9 Jan 2023

Review: A Man Called Otto

From Widescreen, 12:34 pm on 9 January 2023

If you are of a mind that would like to have your eyes gently moistened by the Hanks family, then Dan Slevin has got a deal for you!

Full width crop from the movie poster A Man Called Otto focusing on Tom Hanks

Photo: Sony Pictures

Based on a Swedish hit film called A Man Called Ove (which was in turn based on a bestselling Swedish novel of the same name), A Man Called Otto stars Tom Hanks as the eponymous curmudgeon whose misanthropy is somehow tolerated by his long-suffering neighbours.

In a recent interview which raised the currently hot topic of ‘nepotism babies’ in the entertainment industry, Mr Hanks described Hollywood as a “family business” and A Man Called Otto is as good a vehicle for late-period Hanks as you could find, as well as being produced by his wife Rita Wilson and featuring their son Truman Hanks as the young Otto in flashbacks. If you must go to work every day, go to work with people you love.

Hanks is Otto Anderson, a recent widower who has lost whatever lust for life he once had. His purpose in life now is enforcing the strict rules shared by the housing association that he was once the chair of, and attempting to end it in as orderly a way as possible.

While suicide is never funny, attempted suicide can sometimes be and there are some laughs to be had as these meticulously planned efforts at offing himself inevitably end in frustration and failure.

A movie still from the motion picture A Man Called Otto featuring Tom Hanks

Grumpy Otto (Tom Hanks) reluctantly reading his neighbours' kids a story in A Man Called Otto. Photo: Sony Pictures

A young family moves in across the road from Otto’s house and add to his annoyances by being friendly, chatty and needy – Otto is an engineer by profession and a problem solver by inclination and thus finds himself drawn into the lives of this talkative Latina woman (Mariana Treviño), her practically incapable IT expert husband (Manuel Garcia-Rulfo) and their two (soon-to-be three) children.

At the same time, a neighbourhood stray cat is inveigling his way into Otto’s life and a local real estate developer (Mike Birbiglia) is attempting to buy out the local residents so that new condominiums can be erected on the site.

A movie still from the motion picture A Man Called Otto featuring Tom Hanks and a cat.

Tom Hanks and a cat in the film A Man Called Otto. The cat is named "Cat". Photo: Sony Pictures

And, thus it will come to pass that in snowy Pennsylvania, Otto’s icy heart will probably melt. After each failure at self-harm, a flashback informs of us of the reasons for Otto’s depression: the loss of the great love of his life and the gradual loss of the community that he gave so much to.

For a long period, I had thought that Hanks had been miscast. Not because it was too obvious that “the nicest man in Hollywood” couldn’t remain a grouch for the whole film – although that is true – but because I didn’t think the journey was going to be long enough, dramatically speaking. I could imagine Clint Eastwood playing Otto (twenty or so years ago) and having some real menace behind his terrible initial behaviour, giving the inevitable eventual redemption some meat to go with the potatoes.

Even when Hanks’ Otto is being appalling, there’s enough of a glint behind the eyes that the audience knows what’s coming.

That’s when I realised that it isn’t just the audience that can see what’s behind the curmudgeonly façade – the neighbours can, too. They loved him when his wife was still alive (although they mostly loved her) and they forgive him now she has gone.

That’s the great journey of the picture. Not Otto’s transition from grinch to do-gooder, but his realisation that he is loved – can still be loved – and his choice to live up to that love.

It’s a satisfying movie, largely because there’s an A-Team of people behind it despite the modest ambitions. Marc Forster (The Kite Runner, Quantum of Solace) directs, reuniting with his screenwriter from Finding Neverland, David Magee. And Thomas Newman’s score reminds you of nothing quite so much as another meditation on suburban relationships, American Beauty for which he was Oscar nominated.

A Man Called Otto is rated M for offensive language & suicide themes and is screening in theatres across New Zealand.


## [What to work on]
Copy exactly the lines of the records below, starting at the line that contains "Find the location" and continuing through the last line, both included; omit any pictures.

(Stored records)

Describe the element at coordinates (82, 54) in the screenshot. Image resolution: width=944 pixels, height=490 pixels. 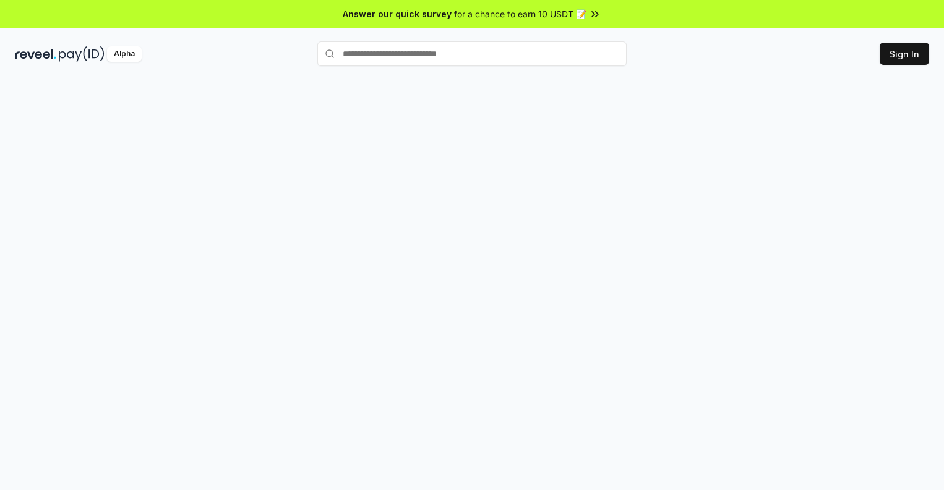
I see `img: pay_id` at that location.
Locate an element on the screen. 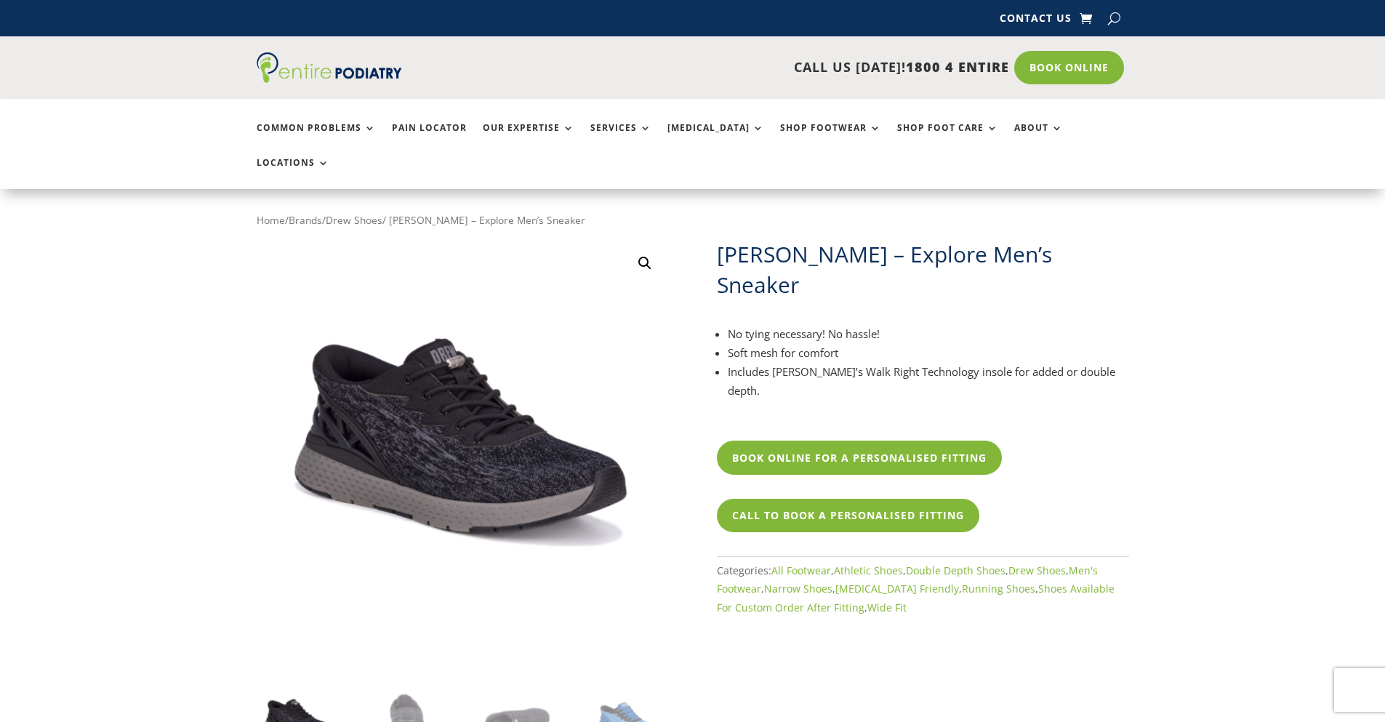 Image resolution: width=1385 pixels, height=722 pixels. a: Book Online For A Personalised Fitting is located at coordinates (859, 457).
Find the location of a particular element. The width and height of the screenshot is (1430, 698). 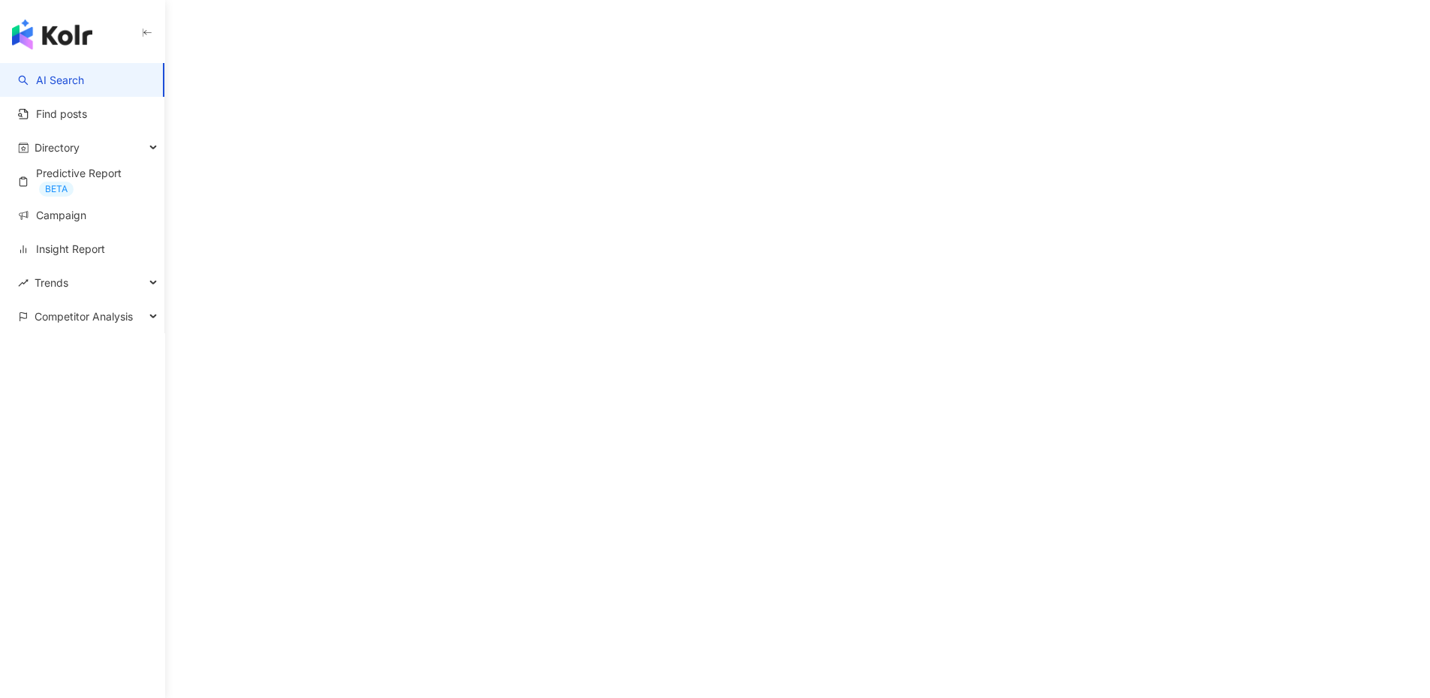

a: searchAI Search is located at coordinates (51, 80).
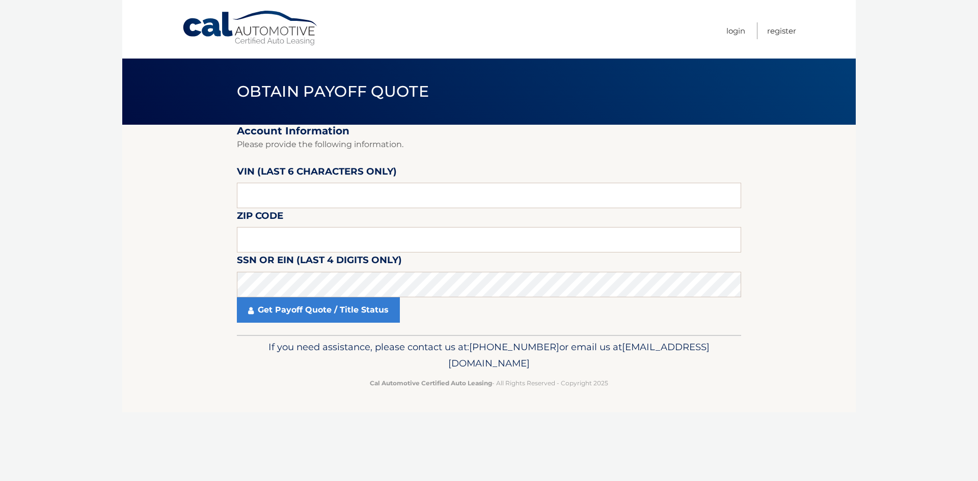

## [Answer below]
Find the location of a particular element. The width and height of the screenshot is (1430, 698). 

a: searchAI Search is located at coordinates (51, 80).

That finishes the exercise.